In Old Testament times, and up to the cross of Christ, man was under probation, and that trial was in its earlier stages in patriarchal days. The test was as to whether any man could prove himself to be exempt, from death as the wages of sin, and thus establish his title to live on the earth. The test reached its conclusion in the rejection and death of Christ, when all men were proved to be lost. The Lord Jesus had come, speaking of "heavenly things" as well as "earthly things " (John 3: 12), and it was when "His life was taken from the earth" (Acts 8: 33), that the heavenly things came into full revelation. To have made public disclosure of the heavenly things before the earthly test was completed would not have been according to the Divine order.

Abraham had left a city of no mean standard of civilization, when he turned his back on Ur of the Chaldees. He was now but a stranger and a sojourner in the very good earthly country that had been promised to him. This was possible because he was looking for a city that God would build and a country that, being heavenly, was better than any earthly country could be.

The contrast between verses 4 and 6 is very striking. The man who confessed himself to be a stranger and sojourner is acknowledged by the children of Heth as "a mighty prince." Notice too, that they said "among us," and not "over us." Abraham moved among them but as a stranger he did not meddle in their concerns or interfere with their politics. Just because he did not, his moral greatness was fully apparent to them. As the friend of God he possessed something to which they were strangers.

Having so favourable a reputation, he was able without difficulty to negotiate the purchase of the burying-place for Sarah. All was concluded in the presence of witnesses according to the customs of that land at that time: and subsequent history shows that the transaction was respected and made sure. In all this Abraham may well be an example to us, as is indicated in 1 Peter 2: 11, 12. If we, as "strangers and pilgrims" have our "conversation honest among the Gentiles," we may, by reason of the reproach of Christ, be spoken against. Yet beholding good works, they will eventually "glorify God" in the day of visitation. There is clearly an analogy between this passage in Peter and this incident as to Abraham.

Sarah died when Isaac was thirty-seven, predeceasing Abraham by thirty-eight years; and since Isaac was forty years old when he married Rebekah (Gen. 25: 20), only about three years can have elapsed between the incidents recorded in Genesis 23 and Genesis 24. At the age of 140 Abraham was old. Also he was "a mighty prince," for the Lord had blessed him in all things. It was a day when His blessing was largely expressed in earthly things, and thus it was with Abraham, though he had been given some knowledge of things lying outside the earth. Isaac was his heir in whom the promise was vested, and it was most important that his marriage should be rightly arranged.

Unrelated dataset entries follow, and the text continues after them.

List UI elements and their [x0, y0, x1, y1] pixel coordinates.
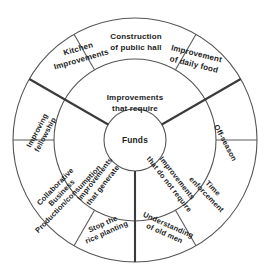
outer-label-construction-public-hall-line2: of public hall — [110, 43, 161, 52]
outer-label-improving-fellowship: Improving fellowship — [24, 111, 58, 153]
outer-label-understanding-old-men: Understanding of old men — [138, 210, 195, 249]
outer-label-construction-public-hall-line1: Construction — [110, 32, 162, 41]
middle-label-top-line1: Improvements — [107, 93, 164, 102]
outer-label-construction-public-hall: Construction of public hall — [110, 32, 162, 52]
spoke-divider-upper-right — [162, 79, 241, 125]
radial-diagram: Funds Improvements that require Improvem… — [0, 0, 271, 278]
center-node-funds-label: Funds — [122, 135, 148, 145]
middle-label-top-line2: that require — [112, 104, 158, 113]
middle-label-improvements-that-require: Improvements that require — [107, 93, 164, 113]
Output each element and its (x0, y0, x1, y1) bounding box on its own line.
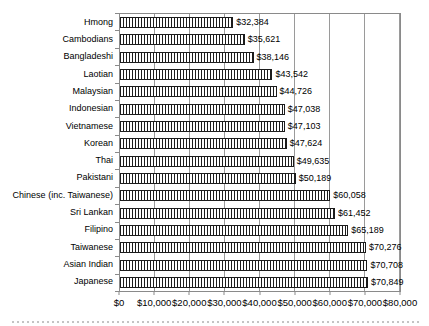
bar-row: $47,038 (120, 101, 400, 118)
category-label: Vietnamese (0, 117, 113, 134)
category-label: Sri Lankan (0, 203, 113, 220)
bar-row: $61,452 (120, 204, 400, 221)
bar-row: $44,726 (120, 83, 400, 100)
bar-chart-figure: HmongCambodiansBangladeshiLaotianMalaysi… (0, 0, 429, 326)
bar-row: $38,146 (120, 49, 400, 66)
plot-rows: $32,384$35,621$38,146$43,542$44,726$47,0… (120, 14, 400, 291)
x-axis-tick (294, 291, 295, 295)
x-axis-tickmarks (119, 291, 400, 295)
x-axis-tick (189, 291, 190, 295)
value-label: $70,276 (369, 243, 402, 252)
bar-row: $35,621 (120, 31, 400, 48)
bar (120, 69, 272, 80)
category-axis: HmongCambodiansBangladeshiLaotianMalaysi… (0, 13, 113, 290)
x-axis-tick (364, 291, 365, 295)
bar-row: $70,276 (120, 239, 400, 256)
category-label: Korean (0, 134, 113, 151)
value-label: $61,452 (338, 209, 371, 218)
x-axis-tick-label: $70,000 (348, 298, 382, 308)
x-axis-tick-label: $30,000 (207, 298, 241, 308)
bar-row: $70,849 (120, 274, 400, 291)
bar (120, 190, 330, 201)
bar (120, 86, 277, 97)
bar-row: $50,189 (120, 170, 400, 187)
category-label: Malaysian (0, 82, 113, 99)
value-label: $70,708 (370, 261, 403, 270)
x-axis-tick (119, 291, 120, 295)
bar-row: $47,624 (120, 135, 400, 152)
x-axis-tick (154, 291, 155, 295)
x-axis-tick-label: $40,000 (242, 298, 276, 308)
x-axis-tick-label: $80,000 (383, 298, 417, 308)
x-axis-tick (259, 291, 260, 295)
bar (120, 225, 348, 236)
bar-row: $65,189 (120, 222, 400, 239)
bar-row: $60,058 (120, 187, 400, 204)
x-axis-tick-label: $10,000 (137, 298, 171, 308)
value-label: $47,624 (290, 139, 323, 148)
category-label: Japanese (0, 273, 113, 290)
bar (120, 52, 254, 63)
bar-row: $32,384 (120, 14, 400, 31)
x-axis-tick-label: $50,000 (277, 298, 311, 308)
category-label: Filipino (0, 221, 113, 238)
value-label: $44,726 (280, 87, 313, 96)
bar (120, 260, 367, 271)
plot-area: $32,384$35,621$38,146$43,542$44,726$47,0… (119, 13, 401, 292)
bar-row: $43,542 (120, 66, 400, 83)
x-axis-tick-label: $60,000 (313, 298, 347, 308)
category-label: Laotian (0, 65, 113, 82)
cropped-caption (12, 321, 420, 323)
x-axis-tick (400, 291, 401, 295)
category-label: Pakistani (0, 169, 113, 186)
value-label: $35,621 (248, 35, 281, 44)
bar (120, 208, 335, 219)
x-axis-labels: $0$10,000$20,000$30,000$40,000$50,000$60… (119, 298, 400, 310)
category-label: Taiwanese (0, 238, 113, 255)
category-label: Chinese (inc. Taiwanese) (0, 186, 113, 203)
category-label: Thai (0, 152, 113, 169)
bar (120, 138, 287, 149)
x-axis-tick-label: $0 (114, 298, 125, 308)
bar-row: $70,708 (120, 256, 400, 273)
bar (120, 156, 294, 167)
value-label: $60,058 (333, 191, 366, 200)
value-label: $65,189 (351, 226, 384, 235)
bar (120, 173, 296, 184)
value-label: $70,849 (371, 278, 404, 287)
x-axis-tick (224, 291, 225, 295)
category-label: Cambodians (0, 30, 113, 47)
bar (120, 121, 285, 132)
bar (120, 17, 233, 28)
value-label: $43,542 (275, 70, 308, 79)
category-label: Bangladeshi (0, 48, 113, 65)
bar (120, 34, 245, 45)
bar (120, 104, 285, 115)
x-axis-tick-label: $20,000 (172, 298, 206, 308)
value-label: $47,038 (288, 105, 321, 114)
value-label: $50,189 (299, 174, 332, 183)
value-label: $49,635 (297, 157, 330, 166)
category-label: Asian Indian (0, 255, 113, 272)
value-label: $32,384 (236, 18, 269, 27)
category-label: Hmong (0, 13, 113, 30)
value-label: $38,146 (257, 53, 290, 62)
bar (120, 242, 366, 253)
bar-row: $49,635 (120, 153, 400, 170)
category-label: Indonesian (0, 100, 113, 117)
bar-row: $47,103 (120, 118, 400, 135)
bar (120, 277, 368, 288)
value-label: $47,103 (288, 122, 321, 131)
x-axis-tick (329, 291, 330, 295)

Genesis 24: 1-6 show that two things were stipulated: first, that the wife should not be taken from among the Canaanites, then in the land; second, that though she should be of his own kindred, the union should not be allowed to lure Isaac back to the land whence he had come out. The chosen woman must be willing to share the stranger position which Isaac occupied, and come to him. He was not to go to her.

If in our day every Christian contemplating marriage were to observe carefully the principles underlying these two things it would make for spiritual prosperity. The breach of them has brought about untold disaster, as is too often painfully manifest.